Filmmaker Aislinn Clarke, who became the first Northern Irish woman to direct a horror film with The Devil’s Doorwayreaches another milestone with Fréwakaa dread-infused folk-horror narrative that’s one of the first Irish-language horror films.
Memorable found-footage horror films are increasingly rare, but 2018’s The Devil’s Doorway remains a standout. It’s a 1960s-set tale of camera-toting priests investigating a miracle at a Magdalene laundry—but instead uncovering something much darker than even the cruel conditions weathered by the unwed pregnant women forced to dwell there.
While Fréwaka is set in the present day, it draws on similar themes of religion being twisted to serve a sinister purpose, as well as the ways trauma can become a multi-generational affliction. It’s also inspired by Irish folklore, an oft-used source for Irish horror filmmakers, but it pivots away from offering yet another variation on the changeling myth. Trickster fairies—known for their baby-swapping antics—do play a big role in Fréwakabut writer-director Clark is more interested in what her film’s title, which loosely translates to “roots,” represents to its characters.
After a pair of opening scenes that introduce seemingly unconnected tragedies, we meet Shoo (Clare Monnelly). She has a lot to look forward to, especially her upcoming marriage to Mila (Aleksandra Bystrzhitskaya), who’s pregnant with their first child. But the past is clinging to her rather stubbornly. Her estranged mother has just died by suicide, leaving behind an apartment stuffed with Jesus portraits and plenty of bad memories, neither of which Shoo relishes sorting through.
When the home health care agency she works for pings with a temporary new posting, looking after a stroke victim, Shoo is relieved. She and Mila could use the money, but it’s also an outstanding way to avoid dealing with her own problems. Leaving Mila to handle clean-up detail—and wonder why Shoo doesn’t feel an ounce of sentimentality about her late mother’s belongings—Shoo heads to a remote village, where her Irish-language skills mean she gets to bust shit-talkers who mistakenly assume she can’t understand them.

The job may have whisked Shoo away from certain unpleasantries, but as fans of folk horror will immediately recognize, even picturesque small towns can hide creepy secrets. Following instructions that include taking “a short cut by the fairy tree,” Shoo finds her way to Peig (Bríd Ní Neachtain), who’s immediately hostile, refusing to even open the door to let her in.
Shoo assumes at first that this is just an elderly patient who resents an outsider barging in, and there’s certainly some of that at work here. But the more time she spends with Peig, the more she starts to wonder if there’s something to the old woman’s warnings about the mysterious “they” and “them” who lurk in the shadows intending to cause her harm. Is it just paranoia and superstition, or are the strange things Shoo herself is experiencing (whispered voices and other odd noises, to start) actually tied into some kind of supernatural threat?
As Fréwaka winds its way toward the truth about Peig’s fears, it foregrounds Shoo’s own struggles with mental health and the very obvious fact that her mother’s death—and the lingering bad blood between them—is bothering her more than she’s letting on. “She was your mother,” an increasingly impatient Mila tells her in one of their rare phone calls, owing to both Shoo’s reluctance to talk and the village’s spotty cell service. “You have to face it, whatever it is.”
When Peig sees Shoo trying to dump a box of personal mementos Mila thought she might want to keep, the older woman has her own advice: “Getting rid of it won’t get rid of it.” This is something Peig herself has learned first-hand over her long and unhappy life.
If Fréwaka‘s last-act reveals aren’t exactly surprising (including a brief mid-credits scene), the road to get there is suitably eerie, though viewers who’re hoping to have every little detail explained will have to be okay with mood winning out over exposition—and will maybe want to read up on Irish folklore to fill in some of the blanks.
Both Monnelly and Ní Neachtain infuse a certain spark into characters that might otherwise feel overly miserable, and Clark’s direction brings a gradual emotional intimacy to their initially prickly relationship. She also layers plenty of tension into the setting, making Peig’s ramshackle house feel like a barely guarded fortress against the unknown.

Fréwaka starts streaming April 25 on Shudder.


— What you should do —
All entries must be repeated exactly; do not include the pictures.

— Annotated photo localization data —
::::::

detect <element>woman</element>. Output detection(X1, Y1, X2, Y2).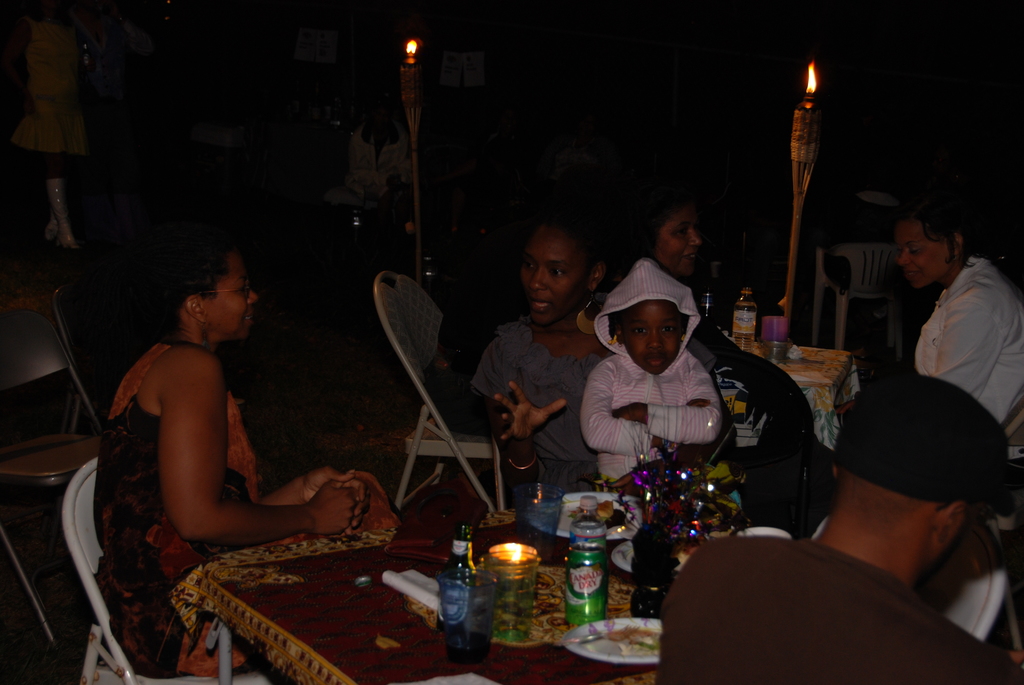
detection(85, 218, 360, 661).
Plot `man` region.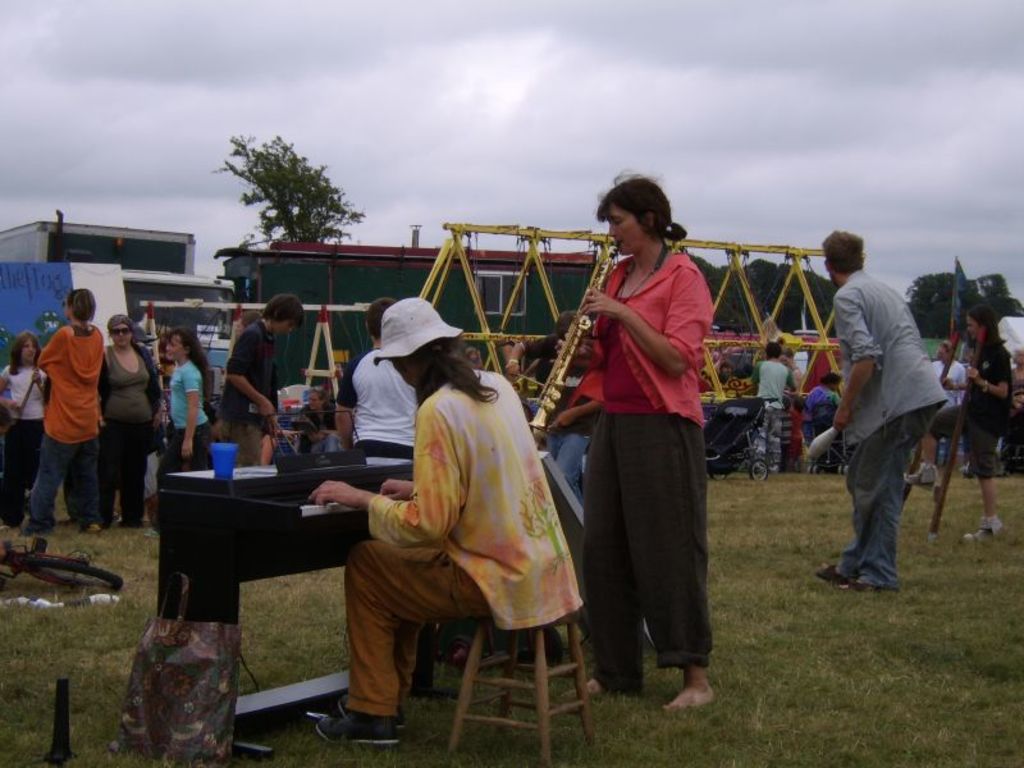
Plotted at rect(228, 283, 285, 466).
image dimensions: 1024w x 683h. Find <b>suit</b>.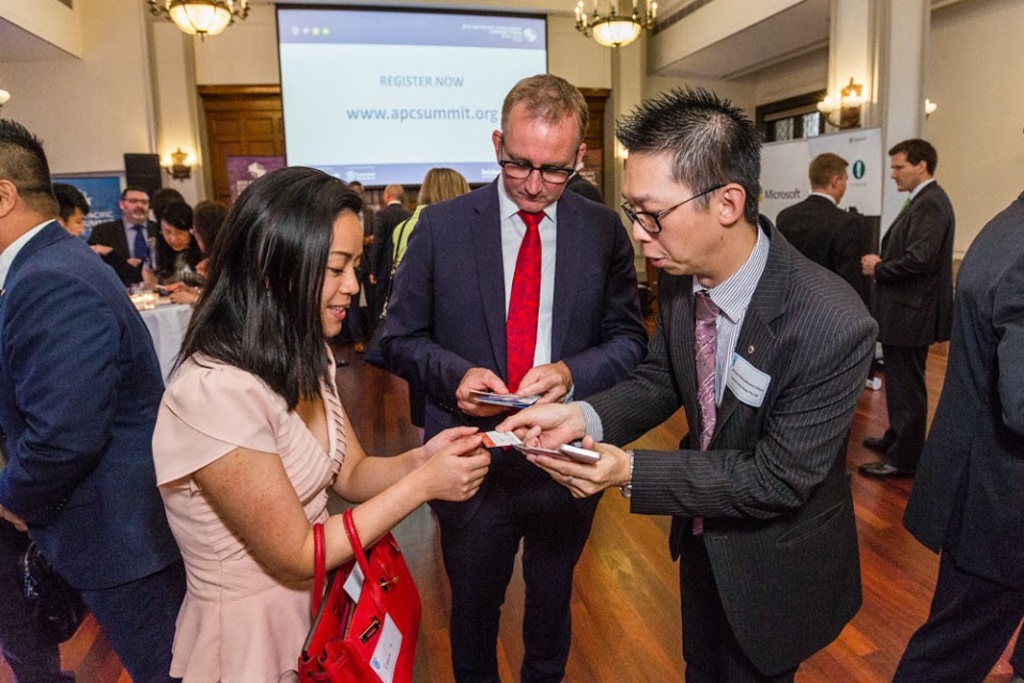
(left=564, top=217, right=878, bottom=682).
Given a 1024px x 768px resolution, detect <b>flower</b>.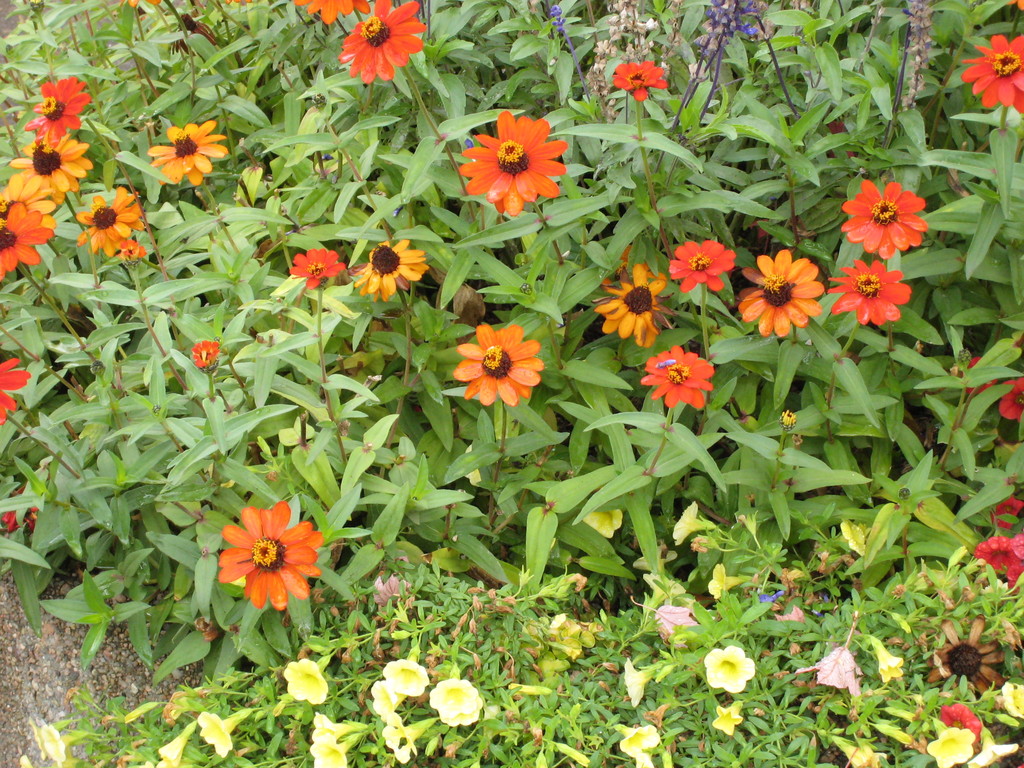
locate(700, 644, 755, 698).
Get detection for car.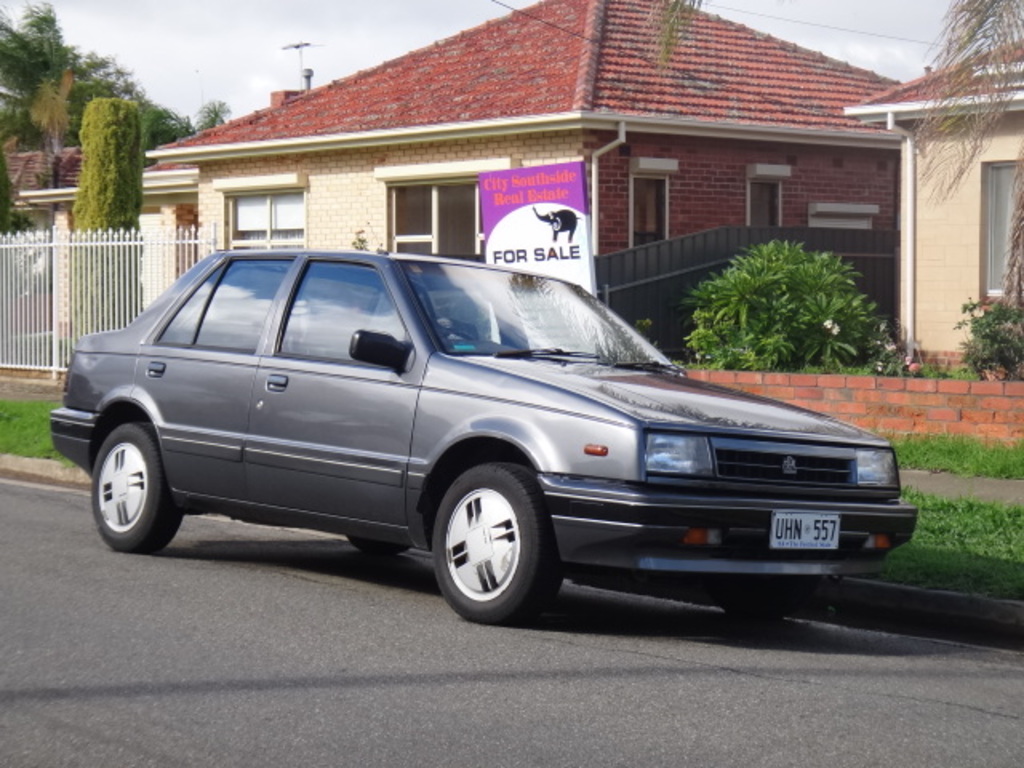
Detection: <region>51, 238, 918, 635</region>.
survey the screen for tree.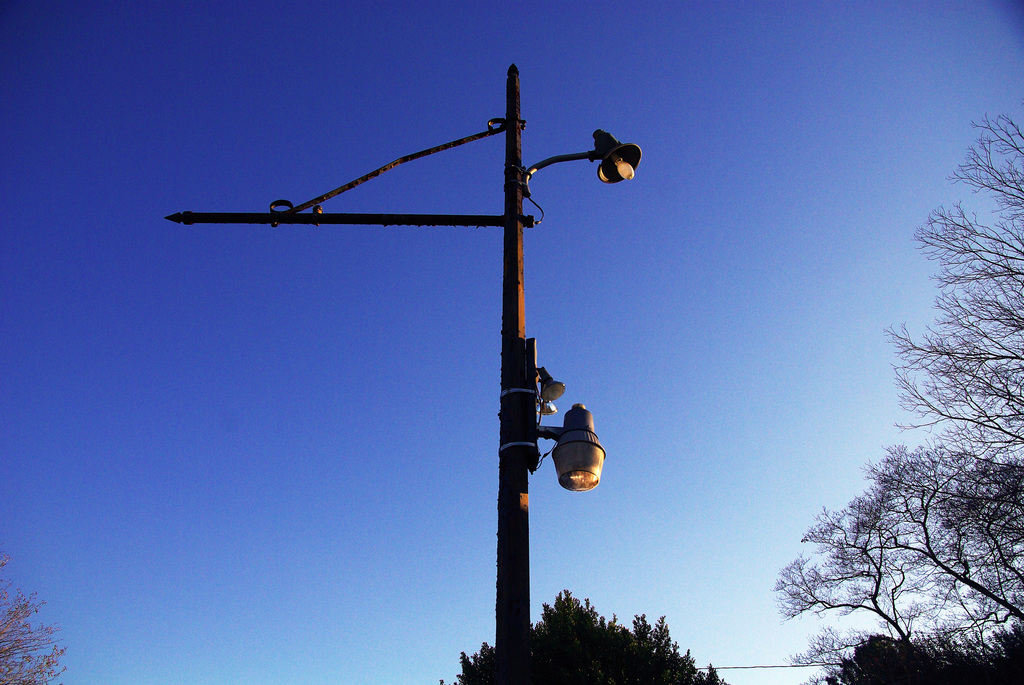
Survey found: 456/589/728/684.
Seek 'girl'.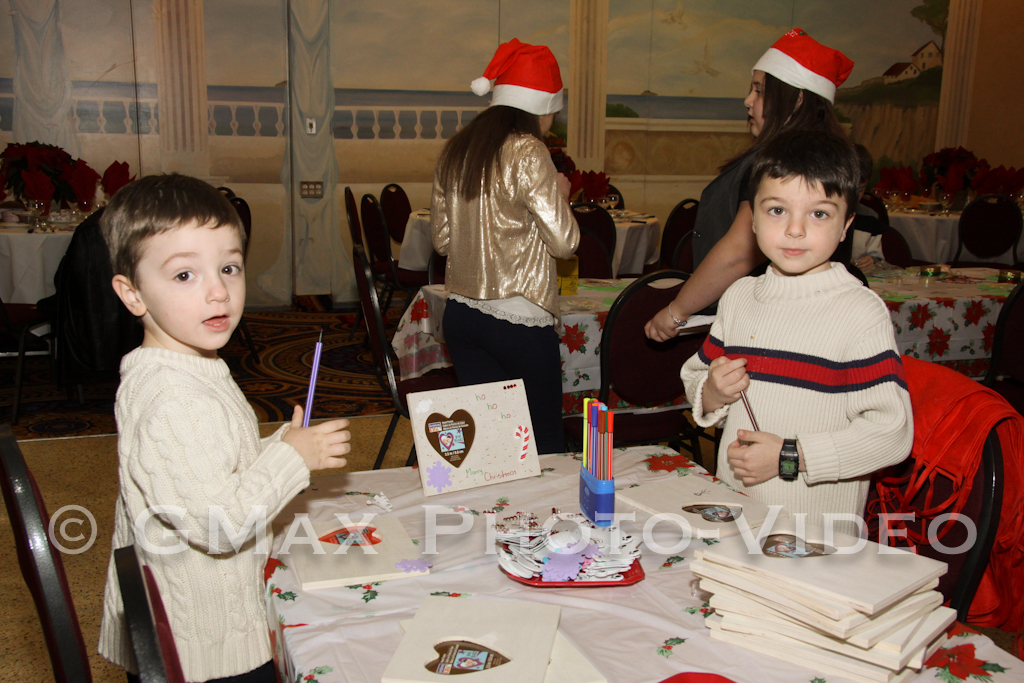
(91,167,354,682).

::::::

— Written solution —
detect <element>woman</element>. Output detection(X1, Y1, X2, Y2).
detection(85, 218, 360, 661).
Plot `man` region.
Plotted at rect(228, 283, 285, 466).
image dimensions: 1024w x 683h. Find <b>suit</b>.
(left=564, top=217, right=878, bottom=682).
Given a 1024px x 768px resolution, detect <b>flower</b>.
locate(700, 644, 755, 698).
Get detection for car.
Detection: <region>51, 238, 918, 635</region>.
survey the screen for tree.
Survey found: 456/589/728/684.
Seek 'girl'.
(91,167,354,682).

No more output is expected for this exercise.